====== Supplied information

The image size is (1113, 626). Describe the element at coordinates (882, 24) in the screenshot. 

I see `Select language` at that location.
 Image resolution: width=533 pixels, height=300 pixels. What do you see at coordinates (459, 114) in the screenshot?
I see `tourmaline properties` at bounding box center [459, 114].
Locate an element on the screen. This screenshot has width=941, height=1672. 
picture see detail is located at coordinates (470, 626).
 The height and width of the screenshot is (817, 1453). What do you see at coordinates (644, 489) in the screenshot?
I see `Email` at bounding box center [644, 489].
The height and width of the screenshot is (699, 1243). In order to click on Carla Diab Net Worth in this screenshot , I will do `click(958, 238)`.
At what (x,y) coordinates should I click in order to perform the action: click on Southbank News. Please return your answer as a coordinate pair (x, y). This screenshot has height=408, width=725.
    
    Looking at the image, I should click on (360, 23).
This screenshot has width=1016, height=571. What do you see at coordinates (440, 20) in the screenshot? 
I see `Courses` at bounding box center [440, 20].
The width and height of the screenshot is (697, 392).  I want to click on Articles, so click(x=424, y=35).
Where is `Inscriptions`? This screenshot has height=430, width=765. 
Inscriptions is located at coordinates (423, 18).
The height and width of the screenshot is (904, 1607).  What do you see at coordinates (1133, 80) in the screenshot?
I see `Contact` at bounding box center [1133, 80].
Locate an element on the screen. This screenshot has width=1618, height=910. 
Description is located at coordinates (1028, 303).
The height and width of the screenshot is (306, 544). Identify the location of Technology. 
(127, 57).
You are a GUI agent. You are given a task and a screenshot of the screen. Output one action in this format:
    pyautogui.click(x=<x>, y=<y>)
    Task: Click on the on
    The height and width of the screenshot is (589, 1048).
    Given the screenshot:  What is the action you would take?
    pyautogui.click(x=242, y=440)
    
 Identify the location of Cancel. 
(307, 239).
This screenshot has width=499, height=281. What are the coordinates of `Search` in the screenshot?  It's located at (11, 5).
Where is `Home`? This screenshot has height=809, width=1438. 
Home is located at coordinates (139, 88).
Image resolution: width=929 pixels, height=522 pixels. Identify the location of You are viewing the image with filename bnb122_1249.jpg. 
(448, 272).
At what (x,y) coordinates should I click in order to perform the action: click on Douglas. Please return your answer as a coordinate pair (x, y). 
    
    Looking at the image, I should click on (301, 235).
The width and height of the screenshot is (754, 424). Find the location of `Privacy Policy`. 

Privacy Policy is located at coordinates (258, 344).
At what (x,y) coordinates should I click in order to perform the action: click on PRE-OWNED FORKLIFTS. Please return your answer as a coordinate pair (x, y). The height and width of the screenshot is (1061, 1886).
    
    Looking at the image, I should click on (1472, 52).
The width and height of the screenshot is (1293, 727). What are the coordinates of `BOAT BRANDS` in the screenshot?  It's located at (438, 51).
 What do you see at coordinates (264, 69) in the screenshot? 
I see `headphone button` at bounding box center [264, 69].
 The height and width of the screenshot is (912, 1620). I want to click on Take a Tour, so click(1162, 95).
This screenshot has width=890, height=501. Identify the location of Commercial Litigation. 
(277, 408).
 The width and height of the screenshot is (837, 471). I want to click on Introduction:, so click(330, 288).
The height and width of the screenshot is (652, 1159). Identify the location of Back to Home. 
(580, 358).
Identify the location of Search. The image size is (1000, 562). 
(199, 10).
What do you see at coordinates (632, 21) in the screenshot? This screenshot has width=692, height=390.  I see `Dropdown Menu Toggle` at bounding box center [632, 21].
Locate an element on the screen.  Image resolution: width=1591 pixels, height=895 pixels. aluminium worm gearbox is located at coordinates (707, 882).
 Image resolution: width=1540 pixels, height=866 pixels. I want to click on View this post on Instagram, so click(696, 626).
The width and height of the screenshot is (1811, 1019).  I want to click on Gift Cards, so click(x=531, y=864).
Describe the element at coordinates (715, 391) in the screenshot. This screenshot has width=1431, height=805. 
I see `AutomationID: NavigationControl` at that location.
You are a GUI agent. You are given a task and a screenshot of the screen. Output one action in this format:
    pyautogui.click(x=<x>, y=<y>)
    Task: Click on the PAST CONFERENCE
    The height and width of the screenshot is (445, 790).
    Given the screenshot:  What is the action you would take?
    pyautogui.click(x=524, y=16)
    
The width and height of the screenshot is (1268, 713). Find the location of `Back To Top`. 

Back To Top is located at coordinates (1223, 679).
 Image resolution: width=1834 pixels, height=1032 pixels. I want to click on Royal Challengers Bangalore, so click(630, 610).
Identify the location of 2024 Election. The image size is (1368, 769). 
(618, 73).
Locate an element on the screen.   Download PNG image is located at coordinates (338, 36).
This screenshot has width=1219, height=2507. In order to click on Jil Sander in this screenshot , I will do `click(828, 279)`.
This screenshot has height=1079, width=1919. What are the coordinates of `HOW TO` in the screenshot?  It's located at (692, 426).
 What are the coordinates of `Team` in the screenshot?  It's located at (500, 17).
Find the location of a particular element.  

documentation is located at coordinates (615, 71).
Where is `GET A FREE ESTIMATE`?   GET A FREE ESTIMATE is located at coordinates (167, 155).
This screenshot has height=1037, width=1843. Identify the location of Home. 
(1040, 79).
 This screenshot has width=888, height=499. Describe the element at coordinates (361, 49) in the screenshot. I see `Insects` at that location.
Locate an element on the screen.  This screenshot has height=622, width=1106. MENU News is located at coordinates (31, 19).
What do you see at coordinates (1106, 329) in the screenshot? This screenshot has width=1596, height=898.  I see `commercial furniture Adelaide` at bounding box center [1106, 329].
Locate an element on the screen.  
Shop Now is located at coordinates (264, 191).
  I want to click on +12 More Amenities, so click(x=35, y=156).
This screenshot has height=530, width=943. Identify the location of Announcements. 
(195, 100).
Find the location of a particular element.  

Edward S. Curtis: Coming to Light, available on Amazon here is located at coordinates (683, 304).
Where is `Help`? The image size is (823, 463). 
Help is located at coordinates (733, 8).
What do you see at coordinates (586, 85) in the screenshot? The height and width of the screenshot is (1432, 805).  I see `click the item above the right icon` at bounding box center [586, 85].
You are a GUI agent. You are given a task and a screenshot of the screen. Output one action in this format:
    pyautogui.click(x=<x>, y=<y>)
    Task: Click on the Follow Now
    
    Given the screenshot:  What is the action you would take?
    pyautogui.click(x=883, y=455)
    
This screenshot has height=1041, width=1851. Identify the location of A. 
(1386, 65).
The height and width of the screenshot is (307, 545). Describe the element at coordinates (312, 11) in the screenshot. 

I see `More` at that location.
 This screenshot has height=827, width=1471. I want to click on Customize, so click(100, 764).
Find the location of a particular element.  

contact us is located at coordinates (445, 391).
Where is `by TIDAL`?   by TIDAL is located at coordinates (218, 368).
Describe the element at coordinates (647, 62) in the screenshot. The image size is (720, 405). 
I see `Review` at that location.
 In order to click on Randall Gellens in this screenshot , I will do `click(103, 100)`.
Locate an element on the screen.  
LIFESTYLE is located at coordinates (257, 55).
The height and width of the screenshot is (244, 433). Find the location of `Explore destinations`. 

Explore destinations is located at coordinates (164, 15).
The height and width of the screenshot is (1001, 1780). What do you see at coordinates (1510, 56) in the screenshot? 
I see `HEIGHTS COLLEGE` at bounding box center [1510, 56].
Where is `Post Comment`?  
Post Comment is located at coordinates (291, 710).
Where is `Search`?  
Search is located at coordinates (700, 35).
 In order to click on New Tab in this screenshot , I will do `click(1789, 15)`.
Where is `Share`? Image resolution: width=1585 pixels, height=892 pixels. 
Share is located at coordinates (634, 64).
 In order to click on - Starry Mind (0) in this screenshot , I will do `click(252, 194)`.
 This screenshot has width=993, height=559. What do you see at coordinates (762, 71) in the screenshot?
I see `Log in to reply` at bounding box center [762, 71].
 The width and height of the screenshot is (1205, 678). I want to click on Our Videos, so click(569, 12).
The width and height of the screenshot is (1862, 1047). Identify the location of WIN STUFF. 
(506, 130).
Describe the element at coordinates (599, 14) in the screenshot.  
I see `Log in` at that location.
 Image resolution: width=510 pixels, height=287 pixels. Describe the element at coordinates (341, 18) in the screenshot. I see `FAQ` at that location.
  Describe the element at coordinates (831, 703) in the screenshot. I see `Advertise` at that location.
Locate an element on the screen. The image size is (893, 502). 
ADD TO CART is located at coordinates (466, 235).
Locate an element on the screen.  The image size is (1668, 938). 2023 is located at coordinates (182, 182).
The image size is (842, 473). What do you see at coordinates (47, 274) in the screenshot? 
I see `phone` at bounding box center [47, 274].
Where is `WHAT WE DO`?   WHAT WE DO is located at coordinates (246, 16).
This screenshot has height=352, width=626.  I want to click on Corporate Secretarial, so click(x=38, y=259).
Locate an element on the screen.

============

### Task instructions:
With the line containing "The image size is (842, 473)." as the first and the final line of the entries above as the last, write out that span exactly and nothing more.

### Answer box:
The image size is (842, 473). What do you see at coordinates (47, 274) in the screenshot? 
I see `phone` at bounding box center [47, 274].
Where is `WHAT WE DO`?   WHAT WE DO is located at coordinates (246, 16).
This screenshot has height=352, width=626.  I want to click on Corporate Secretarial, so click(x=38, y=259).
Locate an element on the screen.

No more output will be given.